“Yes, sir, within a half-mile,” the man answered.

“This is guesswork, Eaton,” Major Harding protested. “We can’t scour a mile of river shore in the dark. Before we stumble on them they’ll have had their talk and gone home.”

“It’s not so hard as you’d think,” declared Larry. “I know the banks pretty well along here. Don’t throw the search-light over the shore, Ed,” he directed the man by the steersman’s side.

The boat was drifting now, in the shadow of the bank. Night had fallen and the moon was rising over the steep hillside that loomed above them.

“See there, Harding?” Larry continued, pointing inshore. “All along here are rocky or wooded slopes. Do you see the bushes growing low along the bank? There are no vineyards for half a mile further. It’s fairly deserted. We have only to find the barge they came in.”

“There’s a light, Larry,” Lucy whispered, her heart hammering with nervous excitement. “What can it be?”

“It’s a house near the little hamlet below here, Altheim, I think it’s called. Shut off your search-light, Ed.”

“There’s a barge, sir,” said the steersman, pointing ahead.

The boat’s passengers stared into the darkness, faintly lighted now by the moon touching the water with phosphorescent gleams. Along the dark line of the shore a darker blot showed, and, as the boat floated nearer, a big, heavily-loaded barge came into sight, fastened to one of the small trees growing near the bank, and somewhat hidden by the bushes’ low-growing bare branches.

“Push in here, Rogers,” Larry ordered. “Can you make a landing?”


- **Brief**
I need each line of the entries below that includes the string "equals".

(Dataset records)

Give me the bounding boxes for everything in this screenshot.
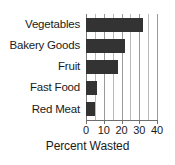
bar-chart: Vegetables Bakery Goods Fruit Fast Food … — [0, 0, 175, 165]
category-label-fruit: Fruit — [0, 56, 83, 77]
bar-fruit — [86, 60, 118, 74]
bar-vegetables — [86, 18, 143, 32]
category-label-red-meat: Red Meat — [0, 99, 83, 120]
plot-area — [86, 14, 157, 120]
bar-bakery-goods — [86, 39, 125, 53]
x-axis-title: Percent Wasted — [0, 139, 175, 153]
gridline — [157, 14, 158, 120]
bar-row — [86, 78, 157, 99]
bar-row — [86, 99, 157, 120]
bar-fast-food — [86, 81, 97, 95]
bars-group — [86, 14, 157, 120]
bar-red-meat — [86, 102, 95, 116]
x-axis-tick-labels: 010203040 — [86, 124, 157, 138]
category-label-vegetables: Vegetables — [0, 14, 83, 35]
category-label-fast-food: Fast Food — [0, 78, 83, 99]
category-label-bakery-goods: Bakery Goods — [0, 35, 83, 56]
x-axis-tick-label: 30 — [133, 124, 145, 137]
x-axis-tick-label: 40 — [151, 124, 163, 137]
bar-row — [86, 35, 157, 56]
x-axis-tick-label: 10 — [98, 124, 110, 137]
bar-row — [86, 14, 157, 35]
bar-row — [86, 56, 157, 77]
x-axis-tick-label: 20 — [115, 124, 127, 137]
x-axis-tick-label: 0 — [83, 124, 89, 137]
category-axis-labels: Vegetables Bakery Goods Fruit Fast Food … — [0, 14, 83, 120]
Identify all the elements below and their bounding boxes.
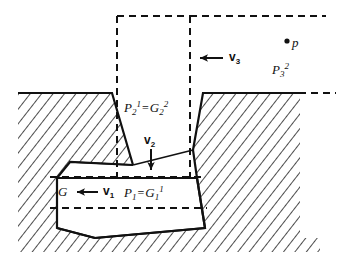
- point-p-label: p: [292, 36, 299, 49]
- velocity-2-symbol: v: [144, 133, 151, 147]
- region-2-lhs-base: P: [124, 100, 132, 115]
- figure-root: P21=G22 P1=G11 P32 p G v1 v2 v3: [0, 0, 338, 258]
- region-3-label: P32: [272, 62, 289, 79]
- velocity-1-sub: 1: [110, 191, 114, 200]
- velocity-2-sub: 2: [151, 140, 155, 149]
- diagram-canvas: [0, 0, 338, 258]
- region-2-rhs-base: G: [150, 100, 159, 115]
- gravity-label: G: [58, 185, 67, 198]
- velocity-1-symbol: v: [103, 184, 110, 198]
- region-1-label: P1=G11: [124, 185, 164, 202]
- velocity-3-symbol: v: [229, 50, 236, 64]
- region-2-equals: =: [141, 101, 150, 115]
- region-1-lhs-base: P: [124, 185, 132, 200]
- velocity-1-label: v1: [103, 185, 114, 200]
- region-3-base: P: [272, 62, 280, 77]
- region-2-label: P21=G22: [124, 100, 168, 117]
- region-2-rhs-sup: 2: [164, 99, 169, 109]
- soil-right: [193, 93, 300, 238]
- region-1-rhs-base: G: [145, 185, 154, 200]
- region-3-sup: 2: [284, 61, 289, 71]
- velocity-3-sub: 3: [236, 57, 240, 66]
- region-1-equals: =: [136, 186, 145, 200]
- velocity-2-label: v2: [144, 134, 155, 149]
- velocity-3-label: v3: [229, 51, 240, 66]
- point-p-marker: [284, 38, 289, 43]
- region-1-rhs-sup: 1: [159, 184, 164, 194]
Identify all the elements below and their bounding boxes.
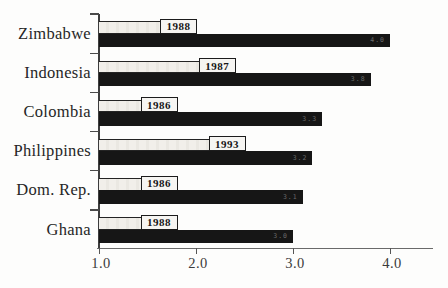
faint-bar-value-label: 4.0	[370, 37, 390, 44]
value-bar: 3.0	[99, 230, 293, 244]
survey-year-box: 1986	[141, 97, 178, 112]
value-bar: 3.2	[99, 151, 312, 165]
x-axis-tick-label: 1.0	[79, 255, 123, 272]
survey-year-box: 1993	[209, 136, 246, 151]
category-divider-tick	[90, 131, 99, 132]
x-axis-tick	[390, 248, 391, 254]
x-axis-line	[97, 248, 433, 249]
survey-year-box: 1988	[160, 19, 197, 34]
faint-bar-value-label: 3.1	[283, 194, 303, 201]
value-bar: 3.1	[99, 190, 303, 204]
survey-year-box: 1988	[141, 215, 178, 230]
x-axis-tick-label: 4.0	[370, 255, 414, 272]
faint-bar-value-label: 3.0	[273, 233, 293, 240]
faint-bar-value-label: 3.2	[293, 155, 313, 162]
category-divider-tick	[90, 13, 99, 14]
country-label: Zimbabwe	[0, 23, 91, 43]
faint-bar-value-label: 3.3	[302, 116, 322, 123]
category-divider-tick	[90, 209, 99, 210]
country-label: Colombia	[0, 102, 91, 122]
country-label: Philippines	[0, 141, 91, 161]
value-bar: 4.0	[99, 34, 390, 48]
country-label: Dom. Rep.	[0, 180, 91, 200]
survey-year-box: 1987	[199, 58, 236, 73]
country-label: Ghana	[0, 219, 91, 239]
category-divider-tick	[90, 92, 99, 93]
bar-chart-figure: Zimbabwe19884.0Indonesia19873.8Colombia1…	[0, 0, 448, 288]
survey-year-box: 1986	[141, 176, 178, 191]
x-axis-tick-label: 3.0	[273, 255, 317, 272]
x-axis-tick	[196, 248, 197, 254]
value-bar: 3.8	[99, 73, 371, 87]
x-axis-tick	[293, 248, 294, 254]
country-label: Indonesia	[0, 62, 91, 82]
category-divider-tick	[90, 170, 99, 171]
faint-bar-value-label: 3.8	[351, 76, 371, 83]
category-divider-tick	[90, 53, 99, 54]
x-axis-tick	[99, 248, 100, 254]
value-bar: 3.3	[99, 112, 322, 126]
x-axis-tick-label: 2.0	[176, 255, 220, 272]
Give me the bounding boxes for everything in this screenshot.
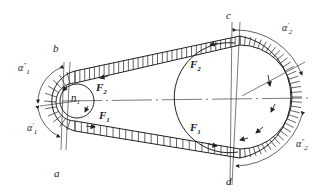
label-b: b [53, 43, 59, 54]
label-alpha2-dprime: α″2 [296, 138, 308, 152]
label-F2-left: F2 [96, 82, 107, 96]
label-a: a [54, 168, 60, 179]
label-F1-left: F1 [99, 110, 110, 124]
label-c: c [226, 10, 231, 21]
belt-hatching [44, 36, 302, 158]
center-line [62, 98, 310, 101]
label-n1: n1 [71, 92, 80, 106]
belt-drive-diagram: b a c d n1 F2 F2 F1 F1 α″1 α′1 α′2 α″2 [0, 0, 332, 195]
label-F1-right: F1 [190, 122, 201, 136]
label-alpha1-dprime: α″1 [18, 62, 30, 76]
label-d: d [226, 176, 232, 187]
large-pulley-arc [174, 43, 238, 153]
label-F2-right: F2 [190, 59, 201, 73]
label-alpha2-prime: α′2 [282, 22, 292, 36]
label-alpha1-prime: α′1 [27, 122, 37, 136]
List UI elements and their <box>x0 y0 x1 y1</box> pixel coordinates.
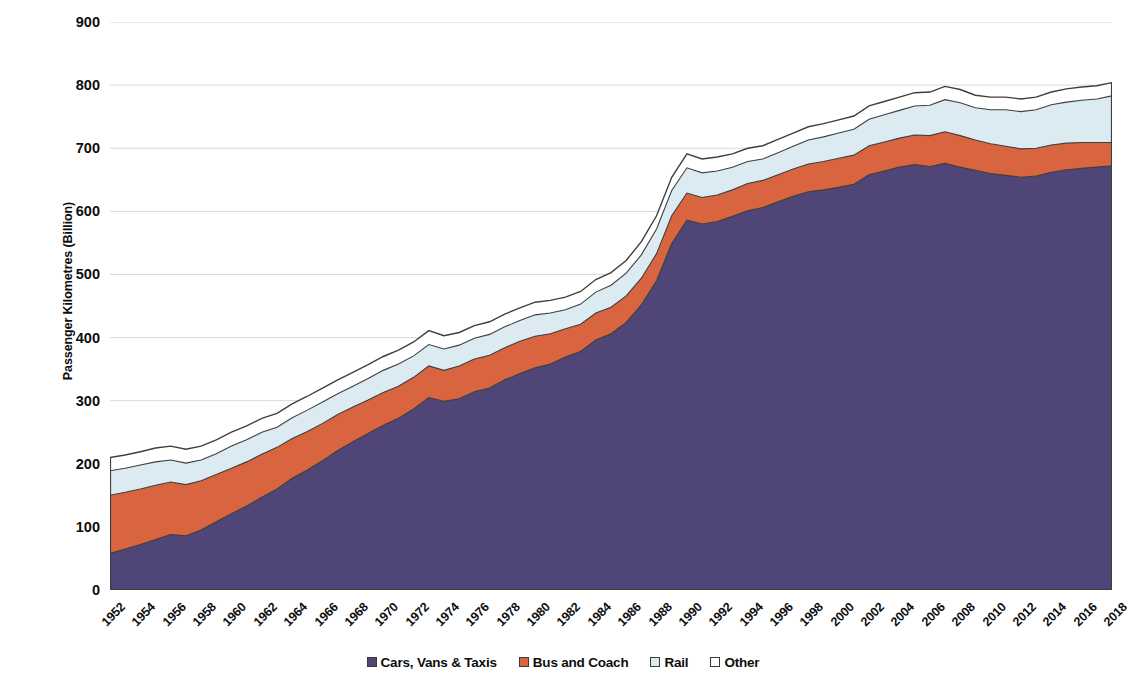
area-series-group <box>110 83 1112 590</box>
y-tick-label: 100 <box>46 519 100 535</box>
x-tick-label: 1956 <box>160 600 189 629</box>
y-tick-label: 700 <box>46 140 100 156</box>
x-tick-label: 1996 <box>767 600 796 629</box>
x-tick-label: 1960 <box>220 600 249 629</box>
plot-area <box>110 22 1112 590</box>
y-axis-tick-labels: 0100200300400500600700800900 <box>30 0 100 676</box>
x-tick-label: 2000 <box>828 600 857 629</box>
x-axis-tick-labels: 1952195419561958196019621964196619681970… <box>0 596 1126 652</box>
legend-swatch-icon <box>710 657 720 667</box>
legend-swatch-icon <box>367 657 377 667</box>
legend-label: Other <box>724 655 759 670</box>
x-tick-label: 1966 <box>311 600 340 629</box>
legend-label: Bus and Coach <box>533 655 629 670</box>
x-tick-label: 1984 <box>585 600 614 629</box>
x-tick-label: 2008 <box>949 600 978 629</box>
legend-item[interactable]: Cars, Vans & Taxis <box>367 655 497 670</box>
chart-legend: Cars, Vans & TaxisBus and CoachRailOther <box>0 650 1126 674</box>
x-tick-label: 1972 <box>403 600 432 629</box>
plot-svg <box>110 22 1112 590</box>
y-tick-label: 400 <box>46 330 100 346</box>
x-tick-label: 2002 <box>858 600 887 629</box>
x-tick-label: 1976 <box>463 600 492 629</box>
x-tick-label: 1982 <box>554 600 583 629</box>
y-tick-label: 200 <box>46 456 100 472</box>
x-tick-label: 1974 <box>433 600 462 629</box>
y-tick-label: 600 <box>46 203 100 219</box>
x-tick-label: 1952 <box>99 600 128 629</box>
x-tick-label: 1958 <box>190 600 219 629</box>
y-tick-label: 300 <box>46 393 100 409</box>
x-tick-label: 1990 <box>676 600 705 629</box>
x-tick-label: 2006 <box>919 600 948 629</box>
legend-swatch-icon <box>519 657 529 667</box>
x-tick-label: 2018 <box>1101 600 1130 629</box>
legend-item[interactable]: Rail <box>650 655 688 670</box>
y-tick-label: 800 <box>46 77 100 93</box>
legend-swatch-icon <box>650 657 660 667</box>
x-tick-label: 2004 <box>888 600 917 629</box>
legend-label: Cars, Vans & Taxis <box>381 655 497 670</box>
y-tick-label: 500 <box>46 266 100 282</box>
x-tick-label: 2010 <box>979 600 1008 629</box>
x-tick-label: 1970 <box>372 600 401 629</box>
x-tick-label: 1968 <box>342 600 371 629</box>
x-tick-label: 1994 <box>737 600 766 629</box>
x-tick-label: 1964 <box>281 600 310 629</box>
legend-label: Rail <box>664 655 688 670</box>
x-tick-label: 2012 <box>1010 600 1039 629</box>
x-tick-label: 2016 <box>1071 600 1100 629</box>
legend-item[interactable]: Other <box>710 655 759 670</box>
x-tick-label: 1986 <box>615 600 644 629</box>
x-tick-label: 1978 <box>494 600 523 629</box>
x-tick-label: 1962 <box>251 600 280 629</box>
x-tick-label: 1954 <box>129 600 158 629</box>
x-tick-label: 1980 <box>524 600 553 629</box>
x-tick-label: 1992 <box>706 600 735 629</box>
y-tick-label: 900 <box>46 14 100 30</box>
area-series <box>110 163 1112 590</box>
x-tick-label: 2014 <box>1040 600 1069 629</box>
x-tick-label: 1988 <box>645 600 674 629</box>
legend-item[interactable]: Bus and Coach <box>519 655 629 670</box>
x-tick-label: 1998 <box>797 600 826 629</box>
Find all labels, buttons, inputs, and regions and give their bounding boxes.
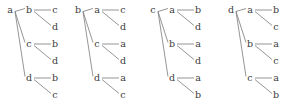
tree-2-leaf-node-0-0: b [195,5,201,15]
tree-1-edge-root-to-branch-0 [83,9,93,12]
tree-2-branch-node-1: b [169,39,175,49]
tree-0-edge-root-to-branch-0 [15,9,25,12]
tree-0-leaf-node-0-0: c [52,5,57,15]
tree-3-edge-root-to-branch-0 [236,9,246,12]
tree-1-edge-branch-0-to-leaf-1 [102,12,119,26]
tree-0-branch-node-0: b [26,5,32,15]
tree-3-edge-branch-0-to-leaf-1 [255,12,272,26]
tree-1-leaf-node-1-1: d [120,56,126,66]
tree-1-edge-root-to-branch-1 [83,12,93,43]
tree-0-edge-branch-1-to-leaf-1 [34,46,51,60]
tree-2-leaf-node-2-1: b [195,90,201,100]
tree-0-leaf-node-1-0: b [52,39,58,49]
tree-3-leaf-node-1-1: c [273,56,278,66]
tree-0-edge-root-to-branch-1 [15,12,25,43]
tree-0-edge-root-to-branch-2 [15,12,25,77]
tree-1-edge-root-to-branch-2 [83,12,93,77]
tree-2-edge-branch-2-to-leaf-1 [177,80,194,94]
tree-1-edge-branch-1-to-leaf-1 [102,46,119,60]
tree-0-edge-branch-0-to-leaf-1 [34,12,51,26]
tree-1-branch-node-0: a [94,5,100,15]
tree-1-branch-node-2: d [94,73,100,83]
tree-3-edge-root-to-branch-2 [236,12,246,77]
tree-1-root-node: b [75,5,81,15]
tree-2-edge-branch-1-to-leaf-1 [177,46,194,60]
tree-1-leaf-node-2-1: c [120,90,125,100]
tree-3-leaf-node-2-1: b [273,90,279,100]
tree-1-edge-branch-2-to-leaf-1 [102,80,119,94]
tree-1-leaf-node-2-0: a [120,73,126,83]
tree-0-leaf-node-0-1: d [52,22,58,32]
tree-3-leaf-node-1-0: a [273,39,279,49]
tree-0-leaf-node-2-1: c [52,90,57,100]
tree-2-edge-branch-0-to-leaf-1 [177,12,194,26]
tree-0-branch-node-2: d [26,73,32,83]
tree-3-edge-branch-1-to-leaf-1 [255,46,272,60]
tree-3-branch-node-2: c [247,73,252,83]
tree-2-edge-root-to-branch-0 [158,9,168,12]
tree-3-branch-node-1: b [247,39,253,49]
tree-edges-canvas [0,0,297,106]
tree-3-branch-node-0: a [247,5,253,15]
tree-3-root-node: d [228,5,234,15]
tree-3-leaf-node-2-0: a [273,73,279,83]
tree-0-root-node: a [7,5,13,15]
tree-3-edge-root-to-branch-1 [236,12,246,43]
tree-2-edge-root-to-branch-2 [158,12,168,77]
tree-0-branch-node-1: c [26,39,31,49]
tree-0-leaf-node-2-0: b [52,73,58,83]
tree-1-branch-node-1: c [94,39,99,49]
tree-1-leaf-node-0-0: c [120,5,125,15]
tree-2-edge-root-to-branch-1 [158,12,168,43]
tree-1-leaf-node-0-1: d [120,22,126,32]
tree-3-edge-branch-2-to-leaf-1 [255,80,272,94]
tree-3-leaf-node-0-1: c [273,22,278,32]
tree-2-leaf-node-1-1: d [195,56,201,66]
tree-3-leaf-node-0-0: b [273,5,279,15]
tree-2-branch-node-2: d [169,73,175,83]
tree-0-edge-branch-2-to-leaf-1 [34,80,51,94]
tree-2-leaf-node-1-0: a [195,39,201,49]
permutation-tree-forest: abcdcbddbcbacdcaddaccabdbaddabdabcbaccab [0,0,297,106]
tree-2-leaf-node-2-0: a [195,73,201,83]
tree-2-leaf-node-0-1: d [195,22,201,32]
tree-2-branch-node-0: a [169,5,175,15]
tree-1-leaf-node-1-0: a [120,39,126,49]
tree-0-leaf-node-1-1: d [52,56,58,66]
tree-2-root-node: c [150,5,155,15]
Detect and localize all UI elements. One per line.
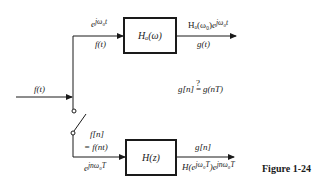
block-diagram: f(t) ejω₀t f(t) Hₐ(ω) Hₐ(ω₀)ejω₀t g(t) g… bbox=[0, 0, 328, 191]
comparison-left: g[n] bbox=[178, 84, 195, 94]
comparison-right: g(nT) bbox=[203, 84, 223, 94]
analog-output-expr: Hₐ(ω₀)ejω₀t bbox=[188, 18, 229, 30]
comparison-equals: = bbox=[196, 84, 201, 94]
sampled-label-line1: f[n] bbox=[90, 129, 105, 139]
switch-lower-contact bbox=[71, 131, 75, 135]
analog-output-signal: g(t) bbox=[197, 39, 210, 49]
analog-input-signal: f(t) bbox=[95, 39, 106, 49]
sampled-label-line2: = f(nt) bbox=[84, 142, 108, 152]
switch-upper-contact bbox=[72, 109, 76, 113]
figure-caption: Figure 1-24 bbox=[262, 163, 311, 174]
analog-block-label: Hₐ(ω) bbox=[137, 30, 163, 42]
digital-block-label: H(z) bbox=[141, 152, 160, 164]
analog-input-exp: ejω₀t bbox=[91, 17, 108, 29]
input-label: f(t) bbox=[34, 84, 45, 94]
digital-input-exp: ejnω₀T bbox=[84, 161, 107, 173]
digital-output-signal: g[n] bbox=[195, 142, 212, 152]
digital-output-expr: H(ejω₀T)ejnω₀T bbox=[181, 160, 235, 172]
switch-arm bbox=[74, 114, 86, 131]
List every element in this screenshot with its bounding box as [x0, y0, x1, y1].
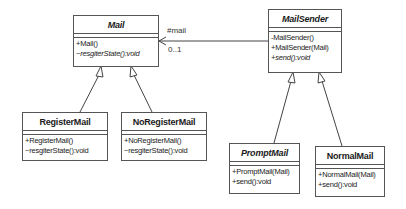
operation: +NormalMail(Mail): [318, 170, 382, 180]
class-name: NoRegisterMail: [122, 113, 206, 131]
operation: ~resgiterState():void: [124, 146, 204, 156]
operations-compartment: +RegisterMail() ~resgiterState():void: [23, 135, 107, 158]
operation: +Mail(): [76, 39, 156, 49]
operation: -MailSender(): [271, 33, 339, 43]
class-mail[interactable]: Mail +Mail() ~resgiterState():void: [73, 15, 159, 67]
operations-compartment: +NoRegisterMail() ~resgiterState():void: [122, 135, 206, 158]
generalization-registermail-to-mail: [80, 66, 103, 112]
generalization-promptmail-to-mailsender: [274, 72, 295, 143]
operation: +RegisterMail(): [25, 136, 105, 146]
operation: ~resgiterState():void: [25, 146, 105, 156]
class-noregistermail[interactable]: NoRegisterMail +NoRegisterMail() ~resgit…: [121, 112, 207, 161]
class-name: Mail: [74, 16, 158, 34]
class-registermail[interactable]: RegisterMail +RegisterMail() ~resgiterSt…: [22, 112, 108, 161]
generalization-normalmail-to-mailsender: [318, 72, 342, 146]
operations-compartment: +Mail() ~resgiterState():void: [74, 38, 158, 61]
association-role-label: #mail: [167, 26, 186, 35]
operation: +NoRegisterMail(): [124, 136, 204, 146]
association-multiplicity-label: 0..1: [168, 45, 181, 54]
association-mailsender-to-mail: [159, 37, 268, 45]
operation: +send():void: [232, 177, 297, 187]
class-name: MailSender: [269, 10, 341, 28]
class-name: PromptMail: [230, 144, 299, 162]
operation: +send():void: [271, 53, 339, 63]
operations-compartment: +PromptMail(Mail) +send():void: [230, 166, 299, 189]
uml-diagram-canvas: #mail 0..1 Mail +Mail() ~resgiterState()…: [0, 0, 406, 209]
operation: ~resgiterState():void: [76, 49, 156, 59]
operation: +send():void: [318, 180, 382, 190]
class-name: NormalMail: [316, 147, 384, 165]
class-name: RegisterMail: [23, 113, 107, 131]
class-promptmail[interactable]: PromptMail +PromptMail(Mail) +send():voi…: [229, 143, 300, 194]
operation: +MailSender(Mail): [271, 43, 339, 53]
operations-compartment: -MailSender() +MailSender(Mail) +send():…: [269, 32, 341, 65]
class-normalmail[interactable]: NormalMail +NormalMail(Mail) +send():voi…: [315, 146, 385, 197]
generalization-noregistermail-to-mail: [130, 66, 152, 112]
class-mailsender[interactable]: MailSender -MailSender() +MailSender(Mai…: [268, 9, 342, 73]
operation: +PromptMail(Mail): [232, 167, 297, 177]
operations-compartment: +NormalMail(Mail) +send():void: [316, 169, 384, 192]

(End Dataset records)

- **Worked solution**
- region-2-equals: =: [141, 101, 150, 115]
- region-1-equals: =: [136, 186, 145, 200]
comparison-equals: = bbox=[196, 84, 201, 94]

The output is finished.